When considering the protection of specific resources, Whitely and Lambert go beyond encryption and data access controls. They talk extensively about "virtualization" as a security mechanism. But their use of the term virtualization sounds like they're really just talking about terminal access. Clearly they're just abusing a hot buzzword. It's true that virtualization can be involved in such setups, but it's hardly necessary for it and arguably adds little value. I wrote a book on Windows Terminal Server back in 2000 and dumb Windows clients with no local state were perfectly possible back then.
So take a crappy point and dip it in chocolate, eh? Now you're again tainting the vision of de-perimeterization and convoluting it with the continued ramblings of a "couple of analysts." Nice.
Whitely and Lambert also talk in this context about how updating in a virtualized environment can be done "natively" and is therefore better.
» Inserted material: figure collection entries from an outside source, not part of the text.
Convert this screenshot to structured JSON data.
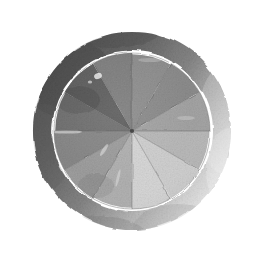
{
  "artwork": {
    "title": "Watercolor Grayscale Color Wheel",
    "medium": "watercolor on paper",
    "background_color": "#ffffff",
    "canvas": {
      "width": 265,
      "height": 265
    },
    "center": {
      "x": 132,
      "y": 131
    }
  },
  "ring": {
    "name": "outer-ring",
    "shape": "hand-painted annulus",
    "inner_radius": 80,
    "outer_radius": 99,
    "base_color": "#6e6e6e",
    "dark_color": "#4a4a4a",
    "faded_color": "#b9b9b9",
    "opacity": 0.95,
    "notes": "darker and denser on the upper-left, fading to pale gray on the right side"
  },
  "gap": {
    "name": "white-gap",
    "color": "#ffffff",
    "inner_radius": 79,
    "outer_radius": 80
  },
  "wheel": {
    "name": "pie-wheel",
    "radius": 78,
    "segment_count": 12,
    "segment_arc_degrees": 30,
    "start_angle_degrees": -90,
    "stroke_color": "#5a5a5a",
    "stroke_width": 0.7
  },
  "chart_data": {
    "type": "pie",
    "title": "Watercolor Grayscale Color Wheel",
    "xlabel": "",
    "ylabel": "",
    "legend": "none",
    "grid": false,
    "categories": [
      "segment-01",
      "segment-02",
      "segment-03",
      "segment-04",
      "segment-05",
      "segment-06",
      "segment-07",
      "segment-08",
      "segment-09",
      "segment-10",
      "segment-11",
      "segment-12"
    ],
    "values": [
      8.333,
      8.333,
      8.333,
      8.333,
      8.333,
      8.333,
      8.333,
      8.333,
      8.333,
      8.333,
      8.333,
      8.333
    ],
    "labels": [
      "12 o'clock",
      "1 o'clock",
      "2 o'clock",
      "3 o'clock",
      "4 o'clock",
      "5 o'clock",
      "6 o'clock",
      "7 o'clock",
      "8 o'clock",
      "9 o'clock",
      "10 o'clock",
      "11 o'clock"
    ],
    "start_angles_deg": [
      -90,
      -60,
      -30,
      0,
      30,
      60,
      90,
      120,
      150,
      180,
      210,
      240
    ],
    "end_angles_deg": [
      -60,
      -30,
      0,
      30,
      60,
      90,
      120,
      150,
      180,
      210,
      240,
      270
    ],
    "colors": [
      "#8d8d8d",
      "#8a8a8a",
      "#a2a2a2",
      "#b8b8b8",
      "#cfcfcf",
      "#d6d6d6",
      "#b0b0b0",
      "#9c9c9c",
      "#868686",
      "#6f6f6f",
      "#5d5d5d",
      "#7e7e7e"
    ],
    "gray_levels": [
      141,
      138,
      162,
      184,
      207,
      214,
      176,
      156,
      134,
      111,
      93,
      126
    ]
  },
  "texture": {
    "name": "paper-grain",
    "opacity": 0.18,
    "speckle_color": "#3a3a3a",
    "highlight_color": "#ffffff"
  }
}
But they must really mean "locally," and this too adds no value, since a non-virtualized Terminal Server has the same advantage.
What is the security value in this? I'm not completely clear on it, since you're only really protecting the terminal, which is a low-cost item. The user still has a profile with settings and data. You could use virtual machines to prevent the user from making permanent changes to their profile, but Windows provides for mandatory (static, unchangeable) profiles already, and has for ages. Someone explain the value of this to me, because I don't get it.
Well, that makes two of us..
And besides, what's it got to do with deperimeterization? The answer is that it's a smokescreen to cover the fact that there are no real answers for protecting corporate resources on a client system exposed directly to the Internet.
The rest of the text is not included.